Colorado Personhood Version 4.0

By Jonathan F. Will
[Cross-posted at Hamilton and Griffin on Rights.]

This November citizens of Colorado will have an opportunity to vote on a proposed amendment (Amendment 67) to their state constitution that would define the words “person” and “child” in the Colorado Criminal Code and Colorado Wrongful Death Act to include “unborn human beings.”  Similar personhood measures were rejected by a margin of 3-to-1 by Colorado citizens in 2008 and 2010, and a proposal in 2012 failed to receive the requisite signatures to get on the ballot.  Is this version 4.0 all that different?

A New Strategy

In short, the language is different, but not in ways that ought to matter for those concerned about the implications for reproductive rights.  I was initially surprised that a fourth personhood proposal was able to secure enough signatures to get on the ballot when the third measure was not.  After speaking with a reporter from Colorado, it became clear that the strategy this time around was very different.

This most recent personhood effort rode the wave of momentum generated by the 2012 story of a Colorado woman, hit by a drunk driver, who lost her pregnancy in the eighth month of gestation (a boy she had named Brady).  At that time, Colorado did not have a law on the books that permitted the drunk driver to be prosecuted for the death of the fetus.  Amendment 67, advertised as “The Brady Amendment” was offered as a solution, and there was no trouble generating over 100,000 signatures.  Even without Amendment 67, Colorado has since passed a Crimes Against Pregnant Women Act, which criminalizes (with varying degrees of punishment) the termination of a woman’s pregnancy without her consent.  This new law does not define the fetus as a person, expressly permits women to choose to have abortions, and certainly is not considered to go far enough for those in favor of sweeping personhood measures.  Amendment 67 was thus still viewed to be necessary by some. Read More

Research Assistant III: Work with Professors Eyal, Hammitt, Freedberg, Kuritzkes, and collaborators on HIV cure studies’ risks, risk perceptions, and ethics

The research assistant will work with the principal investigator Nir Eyal and collaborators from the Harvard TH Chan School of Public Health, Duke University, Massachusetts General Hospital, and the Brigham and Women’s Hospital as well as the ACTG HIV trial site network. The multidisciplinary team uses methods of clinical epidemiology, economics, simulation modeling, and normative theory to predict risks in early-phase HIV cure studies, assess how much likely candidates for participation understand those risks, and make ethical recommendations on the conduct of HIV cure studies.

The research assistant will help prepare, conduct and analyze a pilot survey expected to take place in a US site of the AIDS Clinical Trials Group (ACTG). The survey will assess perceptions of HIV cure and of cure study risks. The research assistant will also promote other research and grant-related activities, through literature reviews and assistance in the preparation of abstract, poster, and manuscripts for publication, grant applications, a simple project website (using Harvard’s user-friendly OpenScholar platform), and slides for lectures and seminars. The research assistant will be in touch with top researchers in HIV cure, medical decision making, and ethics from around the country, to facilitate our meetings, a workshop, and regular conversations to plan the research and debate ethical issues around early-phase HIV cure studies.

For the full job ad:
https://jobs.brassring.com/1033/asp/tg/cim_jobdetail.asp?partnerID=25240&siteID=5341&AReq=33776BR

Ethics of experimental Ebola interventions

By Annette Rid

In “Ethical considerations of experimental interventions in the Ebola outbreak“, published yesterday by The Lancet, Zeke Emanuel and I discuss what we take to be the key ethical questions about the use of Zmapp and other investigational agents in the current Ebola epidemic. In essence, we argue that the national and international response to the epidemic should focus on containment and strengthening health systems, rather than experimental treatments and vaccines; that experimental interventions, if they are used, should be distributed fairly and only in the context of clinical trials; and that advance planning is needed for research in future Ebola and other epidemics, as well as for making any proven interventions against Ebola accessible in affected regions.

The full article is available open access. Be sure to check out the Lancet’s new Ebola Resource Centre as well, which includes many other interesting pieces and a podcast (access here podcast) covering—among other things—our paper.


Task description — All of the data should be restated word for word.
·····
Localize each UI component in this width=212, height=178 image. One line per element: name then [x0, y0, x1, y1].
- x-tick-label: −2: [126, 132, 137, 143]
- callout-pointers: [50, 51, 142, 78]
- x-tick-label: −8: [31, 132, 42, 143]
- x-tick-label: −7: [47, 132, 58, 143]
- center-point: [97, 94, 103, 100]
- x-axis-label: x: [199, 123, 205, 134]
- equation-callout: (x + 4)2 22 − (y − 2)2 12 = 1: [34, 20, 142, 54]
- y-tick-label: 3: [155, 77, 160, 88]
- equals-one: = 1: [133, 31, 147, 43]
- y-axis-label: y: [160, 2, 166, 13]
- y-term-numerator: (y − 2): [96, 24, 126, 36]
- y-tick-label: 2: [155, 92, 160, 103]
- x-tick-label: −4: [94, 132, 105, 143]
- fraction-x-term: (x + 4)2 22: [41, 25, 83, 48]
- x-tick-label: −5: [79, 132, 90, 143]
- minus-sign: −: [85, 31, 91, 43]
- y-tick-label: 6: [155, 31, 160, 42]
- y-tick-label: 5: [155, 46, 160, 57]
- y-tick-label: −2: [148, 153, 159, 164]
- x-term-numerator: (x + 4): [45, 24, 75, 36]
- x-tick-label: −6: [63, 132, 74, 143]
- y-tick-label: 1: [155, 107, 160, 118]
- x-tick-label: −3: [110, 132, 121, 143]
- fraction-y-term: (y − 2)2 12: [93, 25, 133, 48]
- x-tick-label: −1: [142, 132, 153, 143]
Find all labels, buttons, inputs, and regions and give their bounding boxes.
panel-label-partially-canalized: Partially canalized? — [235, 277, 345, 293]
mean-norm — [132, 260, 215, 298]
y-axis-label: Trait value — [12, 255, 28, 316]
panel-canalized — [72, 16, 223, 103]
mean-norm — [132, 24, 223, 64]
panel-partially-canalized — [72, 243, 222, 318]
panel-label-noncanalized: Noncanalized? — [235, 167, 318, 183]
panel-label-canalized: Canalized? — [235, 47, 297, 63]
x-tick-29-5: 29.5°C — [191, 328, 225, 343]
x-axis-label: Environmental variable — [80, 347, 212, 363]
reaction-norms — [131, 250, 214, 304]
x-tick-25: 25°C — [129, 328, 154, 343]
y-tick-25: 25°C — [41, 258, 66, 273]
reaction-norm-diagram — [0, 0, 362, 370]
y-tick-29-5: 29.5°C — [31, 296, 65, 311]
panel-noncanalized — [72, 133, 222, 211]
·····
Result of this task —
Localize each UI component in this width=212, height=178 image. One line per element: name then [x0, y0, x1, y1].
- x-tick-label: −2: [126, 132, 137, 143]
- callout-pointers: [50, 51, 142, 78]
- x-tick-label: −8: [31, 132, 42, 143]
- x-tick-label: −7: [47, 132, 58, 143]
- center-point: [97, 94, 103, 100]
- x-axis-label: x: [199, 123, 205, 134]
- equation-callout: (x + 4)2 22 − (y − 2)2 12 = 1: [34, 20, 142, 54]
- y-tick-label: 3: [155, 77, 160, 88]
- equals-one: = 1: [133, 31, 147, 43]
- y-axis-label: y: [160, 2, 166, 13]
- y-term-numerator: (y − 2): [96, 24, 126, 36]
- y-tick-label: 2: [155, 92, 160, 103]
- x-tick-label: −4: [94, 132, 105, 143]
- fraction-x-term: (x + 4)2 22: [41, 25, 83, 48]
- x-tick-label: −5: [79, 132, 90, 143]
- minus-sign: −: [85, 31, 91, 43]
- y-tick-label: 6: [155, 31, 160, 42]
- y-tick-label: 5: [155, 46, 160, 57]
- y-tick-label: −2: [148, 153, 159, 164]
- x-term-numerator: (x + 4): [45, 24, 75, 36]
- x-tick-label: −6: [63, 132, 74, 143]
- y-tick-label: 1: [155, 107, 160, 118]
- x-tick-label: −3: [110, 132, 121, 143]
- fraction-y-term: (y − 2)2 12: [93, 25, 133, 48]
- x-tick-label: −1: [142, 132, 153, 143]
Find all labels, buttons, inputs, and regions and give their bounding boxes.
panel-label-partially-canalized: Partially canalized? — [235, 277, 345, 293]
mean-norm — [132, 260, 215, 298]
y-axis-label: Trait value — [12, 255, 28, 316]
panel-canalized — [72, 16, 223, 103]
mean-norm — [132, 24, 223, 64]
panel-partially-canalized — [72, 243, 222, 318]
panel-label-noncanalized: Noncanalized? — [235, 167, 318, 183]
panel-label-canalized: Canalized? — [235, 47, 297, 63]
x-tick-29-5: 29.5°C — [191, 328, 225, 343]
x-axis-label: Environmental variable — [80, 347, 212, 363]
reaction-norms — [131, 250, 214, 304]
x-tick-25: 25°C — [129, 328, 154, 343]
y-tick-25: 25°C — [41, 258, 66, 273]
reaction-norm-diagram — [0, 0, 362, 370]
y-tick-29-5: 29.5°C — [31, 296, 65, 311]
panel-noncanalized — [72, 133, 222, 211]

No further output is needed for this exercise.